Down through the Hills of Honest Labor, past the six villages and the rocky fields of the Holy Altruists and the sprawling barren work camps where the refugees were quartered, ran the wide slow-flowing river that Altruists called God’s Grace and other Charitans the River of Sweat. When dawn broke on the distant horizon, those who had gone down to the riverside to fish or fill their jugs or wash their clothing returned to the villages and work camps with cries of horror. “Blood,” they shouted. “The river is blood, as the waters of the City were.” Moses was sent for, and he went to the river reluctantly, wrinkling his nose at the smell of dead and dying fish, and the stink of blood itself. “A trick of the sinners of the City of Hope,” he said, when he looked down on the sluggish scarlet stream. “The Lord God renews the natural world.
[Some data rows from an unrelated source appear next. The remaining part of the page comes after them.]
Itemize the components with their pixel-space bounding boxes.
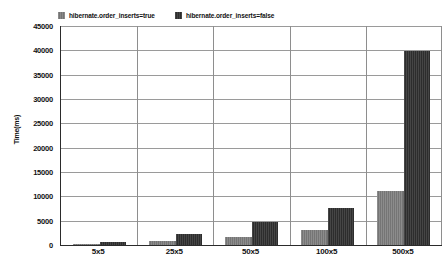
y-axis-tick-label: 20000 [33,143,53,152]
bar [225,237,252,245]
legend-label: hibernate.order_inserts=false [186,12,274,19]
y-axis-tick-label: 40000 [33,46,53,55]
y-axis-tick-labels: 4500040000350003000025000200001500010000… [0,0,57,269]
x-axis-tick-label: 500x5 [365,247,441,259]
bar [176,234,202,245]
y-axis-tick-label: 30000 [33,95,53,104]
chart-legend: hibernate.order_inserts=true hibernate.o… [58,9,274,21]
bar-group [366,26,442,245]
legend-swatch-icon [175,12,182,19]
bar [73,244,100,245]
bar [252,222,278,245]
legend-swatch-icon [58,12,65,19]
y-axis-tick-label: 15000 [33,168,53,177]
bar [404,51,430,245]
bar [149,241,176,245]
y-axis-tick-label: 45000 [33,22,53,31]
bar-group [290,26,366,245]
bar-chart: hibernate.order_inserts=true hibernate.o… [0,0,445,269]
x-axis-tick-label: 25x5 [136,247,212,259]
y-axis-tick-label: 35000 [33,70,53,79]
bar [328,208,354,245]
plot-area [60,26,442,246]
bar-group [213,26,289,245]
x-axis-tick-label: 50x5 [212,247,288,259]
bar-groups [61,26,442,245]
legend-item-order-inserts-true: hibernate.order_inserts=true [58,12,155,19]
x-axis-tick-labels: 5x525x550x5100x5500x5 [60,247,441,259]
bar [377,191,404,245]
y-axis-tick-label: 10000 [33,192,53,201]
x-axis-tick-label: 5x5 [60,247,136,259]
y-axis-tick-label: 5000 [37,216,53,225]
x-axis-tick-label: 100x5 [289,247,365,259]
bar [301,230,328,245]
y-axis-tick-label: 25000 [33,119,53,128]
y-axis-tick-label: 0 [49,241,53,250]
bar-group [61,26,137,245]
bar [100,242,126,245]
bar-group [137,26,213,245]
legend-item-order-inserts-false: hibernate.order_inserts=false [175,12,274,19]
legend-label: hibernate.order_inserts=true [69,12,155,19]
I will pray, and in a day the river will be clean and fresh again.” He stood in the mud, at his feet a bloody shallow pool full of dead fish, stretched out his staff over the diseased waters, and began to pray. He prayed for a day and a night, but the waters did not clear.
When dawn came again, Moses retired to his cabin, and gave orders, and Rej Laithor and five other top administrators were taken from their families and questioned most intensely. The questioners learned nothing. Patrols of armed Altruists went upstream, searching for the conspirators who were dumping chemical pollutants into the river. They found nothing. They traveled for three days and three nights, as far as the great waterfall in the High Country, and even there the tumbling waters were blood, blood
, blood.
Moses prayed without surcease, both day and night, until he finally collapsed from exhaustion, and his lieutenants took him back to his simple cabin. The river remained red and murky.
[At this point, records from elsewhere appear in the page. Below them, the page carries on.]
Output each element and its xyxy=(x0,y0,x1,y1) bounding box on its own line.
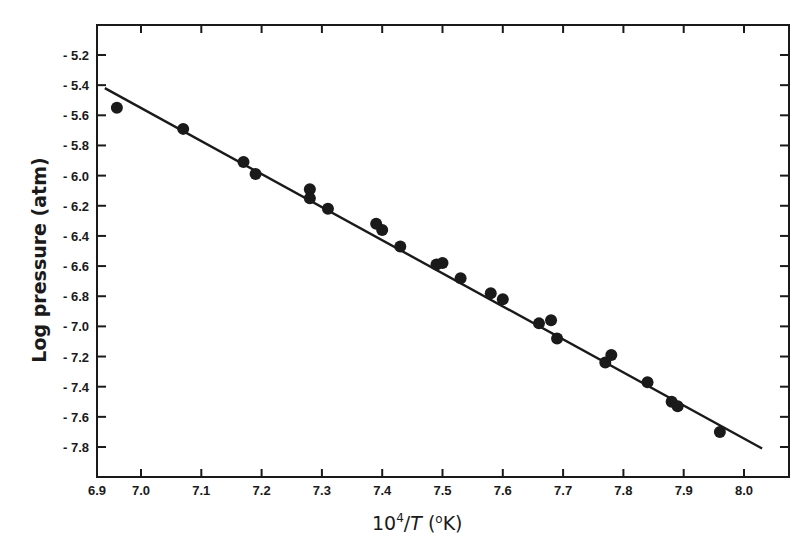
chart-figure: 6.97.07.17.27.37.47.57.67.77.87.98.0 - 5… xyxy=(0,0,812,550)
x-tick-label: 7.5 xyxy=(433,483,451,498)
data-point xyxy=(177,123,189,135)
x-tick-label: 6.9 xyxy=(88,483,106,498)
x-tick-label: 7.7 xyxy=(554,483,572,498)
data-point xyxy=(111,102,123,114)
data-point xyxy=(322,203,334,215)
x-tick-label: 7.6 xyxy=(494,483,512,498)
data-point xyxy=(376,224,388,236)
x-title-base: 10 xyxy=(372,512,396,534)
y-tick-label: - 7.8 xyxy=(63,440,89,455)
y-tick-label: - 6.8 xyxy=(63,289,89,304)
x-tick-label: 7.2 xyxy=(253,483,271,498)
data-point xyxy=(437,257,449,269)
y-tick-label: - 6.4 xyxy=(63,229,90,244)
axes-box xyxy=(97,25,789,477)
data-point xyxy=(250,168,262,180)
y-axis-ticks: - 5.2- 5.4- 5.6- 5.8- 6.0- 6.2- 6.4- 6.6… xyxy=(63,48,789,455)
data-point xyxy=(605,349,617,361)
x-tick-label: 8.0 xyxy=(735,483,753,498)
y-tick-label: - 7.0 xyxy=(63,319,89,334)
y-tick-label: - 5.2 xyxy=(63,48,89,63)
data-point xyxy=(304,192,316,204)
y-tick-label: - 7.4 xyxy=(63,380,90,395)
data-point xyxy=(485,287,497,299)
x-tick-label: 7.1 xyxy=(192,483,210,498)
plot-frame xyxy=(97,25,789,477)
data-point xyxy=(672,400,684,412)
data-point xyxy=(642,376,654,388)
x-title-sup: 4 xyxy=(396,511,404,525)
x-title-degree: o xyxy=(435,512,442,526)
x-title-unit: K) xyxy=(443,512,463,534)
data-point xyxy=(533,317,545,329)
data-points xyxy=(111,102,726,438)
y-tick-label: - 5.4 xyxy=(63,78,90,93)
x-tick-label: 7.4 xyxy=(373,483,392,498)
x-tick-label: 7.3 xyxy=(313,483,331,498)
y-tick-label: - 7.2 xyxy=(63,350,89,365)
data-point xyxy=(238,156,250,168)
x-tick-label: 7.8 xyxy=(614,483,632,498)
data-point xyxy=(545,314,557,326)
x-tick-label: 7.0 xyxy=(132,483,150,498)
data-point xyxy=(714,426,726,438)
y-tick-label: - 6.2 xyxy=(63,199,89,214)
data-point xyxy=(497,293,509,305)
y-tick-label: - 6.6 xyxy=(63,259,89,274)
x-axis-title: 104/T (oK) xyxy=(372,511,463,534)
y-axis-title-text: Log pressure (atm) xyxy=(28,157,50,362)
x-tick-label: 7.9 xyxy=(675,483,693,498)
x-title-unit-open: ( xyxy=(422,512,435,534)
data-point xyxy=(394,240,406,252)
y-tick-label: - 6.0 xyxy=(63,169,89,184)
data-point xyxy=(455,272,467,284)
data-point xyxy=(551,332,563,344)
svg-text:104/T (oK): 104/T (oK) xyxy=(372,511,463,534)
y-axis-title: Log pressure (atm) xyxy=(28,157,50,362)
y-tick-label: - 5.8 xyxy=(63,138,89,153)
y-tick-label: - 5.6 xyxy=(63,108,89,123)
y-tick-label: - 7.6 xyxy=(63,410,89,425)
“He is beaten,” Jaime Kreen said after a week, when Haviland Tuf had returned from scouting out the situation below in his airbarge. “Why does he wait?”
“He waits for the river to cleanse itself,” said Haviland Tuf. “It is one thing to contaminate the water supply of a closed system like your arcology, where only a finite amount of contaminant will be sufficient for the task. A river is an undertaking of a higher magnitude. Inject any amount of chemical you please into its waters, and sooner or later it will all flow past and the river will be clean again. Moses no doubt believes we shall soon run out of chemicals.”
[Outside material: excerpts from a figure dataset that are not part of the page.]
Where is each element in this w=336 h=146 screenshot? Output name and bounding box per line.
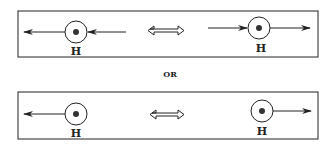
top-right-particle-label: H	[256, 42, 266, 55]
bottom-right-particle-label: H	[257, 125, 267, 138]
bottom-left-particle-label: H	[71, 127, 81, 140]
diagram-canvas: H H OR H H	[0, 0, 336, 146]
top-right-particle-dot	[256, 25, 262, 31]
top-panel-frame	[18, 11, 318, 57]
or-separator: OR	[163, 69, 177, 79]
bottom-left-particle-dot	[73, 111, 79, 117]
bottom-panel: H H	[18, 92, 318, 140]
bottom-right-particle-dot	[259, 108, 265, 114]
top-left-particle-label: H	[71, 45, 81, 58]
top-panel: H H	[18, 11, 318, 58]
top-double-arrow-icon	[148, 26, 184, 35]
top-left-particle-dot	[73, 29, 79, 35]
bottom-double-arrow-icon	[150, 110, 184, 119]
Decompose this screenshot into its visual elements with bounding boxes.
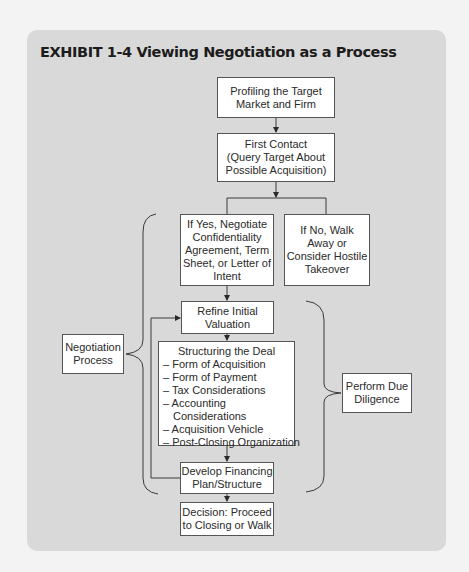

“Then how are you doing it?”
“Microorganisms, unlike chemical substances, multiply and renew themselves,” said Haviland Tuf. “Even the waters of Old Earth were subject to such red tides, the ancient records of the EEC tell us. There is a world called Scarne where the corresponding lifeform is so virulent that even the oceans themselves are perpetually stained, and all other creatures must adapt or die. Those who built the Ark visited Scarne and took cloning material.”
That night the pillar of fire appeared outside of Moses’ cabin, and frightened away the guards. “Give my people back!” it roared.
Moses staggered to the door and threw it wide. “You are a delusion of Satan,” he screamed, “but I will not be tricked. Be gone. We will drink no more from the river, trickster. There are deep wells we can take our water from, and we can dig others.”
The pillar of fire writhed and crackled. “No doubt,” it commented, “yet you only delay the inevitable. Release the people from the City of Hope, or I will set the plagues of frogs upon you.”
“I will eat your frogs,” Moses yelled. “They will be fine and delicious.”
“These frogs will come from the river,” said the pillar of fire, “and they shall be more terrible than you can imagine.”